Look at this, it’s a trailer from Disney+ Day that is longer than three seconds. The Proud Family is back, rebooted as The Proud Family: Louder and Prouder, set to debut on D+ in February 2022. As An Old, I did not watch The Proud Family in its original incarnation. I know it mostly for its theme song, brought to us by Solange featuring Destiny’s Child. The new show looks super cute, though, and of all the spaghetti thrown at the Disney+ wall on Friday, this sticks. It’s memorable—maybe because there’s actually more than ten seconds of footage—and it looks good.
For the youths who watched this show as a kid, does The Proud Family hold up for you? This is not a reboot/remake, Louder and Prouder is a revival, a third season following the original two season and a movie, featuring the original characters grown up. It’s an interesting approach because the appeal, then, is for the original audience who have aged up, as the characters have now aged up. I guess Disney feels like they’re not having trouble hooking the tween-and-under audience, it’s the older viewers with no kids they have to get more of, which is borne out by a recent report that Disney executives are arguing about adding non-family-friendly content to the platform.
That is obviously not the case here, Louder and Prouder looks very family friendly, even with the time jump and older characters. Something like Hocus Pocus 2 probably fits into that mold, too. Annual spooky season replays have brought new audiences to it, but the sequel feels, so far, geared more toward OG fans grown up than catching new youngsters. But can Disney+ meet all its growth goals without expanding past the family-friendly filter? I am but one person but based on my own viewing habits…no. I watch very little Disney+. I don’t know why they’re torturing themselves, though. The answer is right there: Hulu. In other parts of the world, Disney+ is incorporated with Star, just fold Hulu into Disney+ in the same way and put all the grown ass stuff on Hulu but make it one log in to access both “sides” of the platform. That way, Hulu counts as Disney+ (and vice versa), and you get your adult-oriented stuff on the platform while still preserving a wall between the family friendly side and everything else. Honestly, business isn’t THAT hard.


_Task details_
Print the line that has "Screen is 1024px x 768px." in it, then every remaining line of the data, exactly and without anything extra.

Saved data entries
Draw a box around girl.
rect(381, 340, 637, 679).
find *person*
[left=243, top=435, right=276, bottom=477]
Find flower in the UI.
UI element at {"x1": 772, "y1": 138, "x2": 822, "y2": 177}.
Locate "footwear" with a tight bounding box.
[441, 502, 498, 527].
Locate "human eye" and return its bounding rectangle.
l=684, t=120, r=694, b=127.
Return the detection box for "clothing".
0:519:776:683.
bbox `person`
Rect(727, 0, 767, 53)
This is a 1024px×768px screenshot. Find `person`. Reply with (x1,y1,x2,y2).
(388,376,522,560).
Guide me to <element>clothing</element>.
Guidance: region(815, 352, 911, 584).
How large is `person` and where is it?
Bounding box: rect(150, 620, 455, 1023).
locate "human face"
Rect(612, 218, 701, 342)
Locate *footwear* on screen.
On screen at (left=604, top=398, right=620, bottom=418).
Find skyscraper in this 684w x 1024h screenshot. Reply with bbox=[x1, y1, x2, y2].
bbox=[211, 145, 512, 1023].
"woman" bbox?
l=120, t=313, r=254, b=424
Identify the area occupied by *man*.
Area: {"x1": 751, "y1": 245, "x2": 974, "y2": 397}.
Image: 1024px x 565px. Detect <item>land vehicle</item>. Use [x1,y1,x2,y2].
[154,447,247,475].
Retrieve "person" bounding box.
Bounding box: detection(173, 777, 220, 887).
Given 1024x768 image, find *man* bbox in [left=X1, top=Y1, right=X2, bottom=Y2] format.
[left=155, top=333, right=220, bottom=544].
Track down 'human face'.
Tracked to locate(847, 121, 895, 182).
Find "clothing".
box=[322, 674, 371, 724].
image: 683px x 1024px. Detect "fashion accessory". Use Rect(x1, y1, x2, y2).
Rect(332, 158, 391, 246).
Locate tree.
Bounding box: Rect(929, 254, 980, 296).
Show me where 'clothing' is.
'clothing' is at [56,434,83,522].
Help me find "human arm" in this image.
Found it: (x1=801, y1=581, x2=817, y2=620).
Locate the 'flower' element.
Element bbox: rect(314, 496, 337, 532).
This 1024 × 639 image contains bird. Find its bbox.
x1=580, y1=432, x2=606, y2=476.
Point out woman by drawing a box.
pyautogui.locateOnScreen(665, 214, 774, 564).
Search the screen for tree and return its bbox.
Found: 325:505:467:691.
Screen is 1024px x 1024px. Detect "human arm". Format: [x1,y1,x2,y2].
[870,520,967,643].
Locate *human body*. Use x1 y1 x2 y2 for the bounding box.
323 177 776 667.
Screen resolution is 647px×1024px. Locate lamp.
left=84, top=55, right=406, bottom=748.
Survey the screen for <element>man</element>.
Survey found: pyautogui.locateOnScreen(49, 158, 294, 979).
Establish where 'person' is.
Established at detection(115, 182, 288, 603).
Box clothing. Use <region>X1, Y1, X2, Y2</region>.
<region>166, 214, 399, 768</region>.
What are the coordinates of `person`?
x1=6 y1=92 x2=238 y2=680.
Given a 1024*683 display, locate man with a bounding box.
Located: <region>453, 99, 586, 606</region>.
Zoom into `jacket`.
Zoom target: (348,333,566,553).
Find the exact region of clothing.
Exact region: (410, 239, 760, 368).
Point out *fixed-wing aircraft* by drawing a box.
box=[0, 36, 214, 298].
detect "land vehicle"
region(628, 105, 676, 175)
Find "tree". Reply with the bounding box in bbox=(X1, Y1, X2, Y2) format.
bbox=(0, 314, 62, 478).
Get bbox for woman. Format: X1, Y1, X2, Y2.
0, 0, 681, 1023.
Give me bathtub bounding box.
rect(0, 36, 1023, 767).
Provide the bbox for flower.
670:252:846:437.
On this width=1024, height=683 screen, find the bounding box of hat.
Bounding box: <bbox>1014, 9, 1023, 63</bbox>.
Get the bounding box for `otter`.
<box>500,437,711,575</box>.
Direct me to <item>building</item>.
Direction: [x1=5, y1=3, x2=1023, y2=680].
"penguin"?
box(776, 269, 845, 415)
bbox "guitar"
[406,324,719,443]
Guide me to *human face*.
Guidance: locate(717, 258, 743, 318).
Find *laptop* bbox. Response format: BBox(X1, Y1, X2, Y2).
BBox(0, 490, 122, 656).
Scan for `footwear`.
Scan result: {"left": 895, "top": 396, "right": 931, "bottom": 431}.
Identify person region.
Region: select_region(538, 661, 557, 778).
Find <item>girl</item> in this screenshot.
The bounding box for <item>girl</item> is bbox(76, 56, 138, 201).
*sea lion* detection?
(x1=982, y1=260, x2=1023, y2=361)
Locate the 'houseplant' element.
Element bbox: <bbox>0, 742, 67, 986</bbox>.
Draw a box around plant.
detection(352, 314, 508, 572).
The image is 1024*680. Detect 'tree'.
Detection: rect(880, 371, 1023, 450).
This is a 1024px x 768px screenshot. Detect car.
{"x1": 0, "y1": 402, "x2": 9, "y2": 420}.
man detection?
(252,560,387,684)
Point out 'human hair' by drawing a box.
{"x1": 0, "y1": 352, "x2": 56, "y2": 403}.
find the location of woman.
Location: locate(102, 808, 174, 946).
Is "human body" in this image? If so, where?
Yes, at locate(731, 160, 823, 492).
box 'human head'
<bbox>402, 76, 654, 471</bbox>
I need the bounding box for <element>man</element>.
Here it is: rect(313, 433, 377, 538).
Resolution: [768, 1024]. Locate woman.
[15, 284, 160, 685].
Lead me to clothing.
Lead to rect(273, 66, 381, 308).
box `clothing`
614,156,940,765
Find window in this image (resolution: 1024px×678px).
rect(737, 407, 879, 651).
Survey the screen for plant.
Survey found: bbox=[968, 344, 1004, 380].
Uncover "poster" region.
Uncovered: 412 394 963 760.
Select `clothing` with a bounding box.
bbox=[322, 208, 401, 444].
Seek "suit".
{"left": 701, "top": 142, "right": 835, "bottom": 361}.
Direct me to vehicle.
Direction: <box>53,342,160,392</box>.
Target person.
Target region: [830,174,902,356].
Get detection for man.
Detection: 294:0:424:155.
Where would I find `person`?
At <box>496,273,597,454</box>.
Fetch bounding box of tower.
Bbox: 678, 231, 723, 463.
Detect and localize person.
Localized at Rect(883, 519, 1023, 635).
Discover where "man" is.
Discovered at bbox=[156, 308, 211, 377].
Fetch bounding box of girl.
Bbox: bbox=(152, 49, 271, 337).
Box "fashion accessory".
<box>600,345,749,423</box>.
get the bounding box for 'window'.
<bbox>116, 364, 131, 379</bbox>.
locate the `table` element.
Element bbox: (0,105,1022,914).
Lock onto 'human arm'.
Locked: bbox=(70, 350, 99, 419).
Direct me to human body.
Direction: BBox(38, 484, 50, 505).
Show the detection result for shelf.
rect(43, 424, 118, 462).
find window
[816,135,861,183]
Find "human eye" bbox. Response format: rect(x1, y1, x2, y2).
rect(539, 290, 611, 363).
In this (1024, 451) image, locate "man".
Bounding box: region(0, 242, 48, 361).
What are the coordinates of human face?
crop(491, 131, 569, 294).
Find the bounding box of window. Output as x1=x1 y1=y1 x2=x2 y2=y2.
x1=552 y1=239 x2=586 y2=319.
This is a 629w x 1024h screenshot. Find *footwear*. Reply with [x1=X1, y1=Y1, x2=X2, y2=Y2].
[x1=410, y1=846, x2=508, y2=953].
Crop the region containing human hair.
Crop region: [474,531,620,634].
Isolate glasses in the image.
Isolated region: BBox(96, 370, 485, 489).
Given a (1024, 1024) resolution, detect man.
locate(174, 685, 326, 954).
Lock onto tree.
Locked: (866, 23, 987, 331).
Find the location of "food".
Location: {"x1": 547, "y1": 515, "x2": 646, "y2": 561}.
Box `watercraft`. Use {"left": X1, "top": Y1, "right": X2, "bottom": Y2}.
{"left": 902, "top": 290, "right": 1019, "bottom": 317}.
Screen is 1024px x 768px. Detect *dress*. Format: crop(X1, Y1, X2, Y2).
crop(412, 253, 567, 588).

_Your solution_
Screen is 1024px x 768px. Detect *dress*. Format: crop(X1, Y1, X2, Y2).
crop(412, 253, 567, 588).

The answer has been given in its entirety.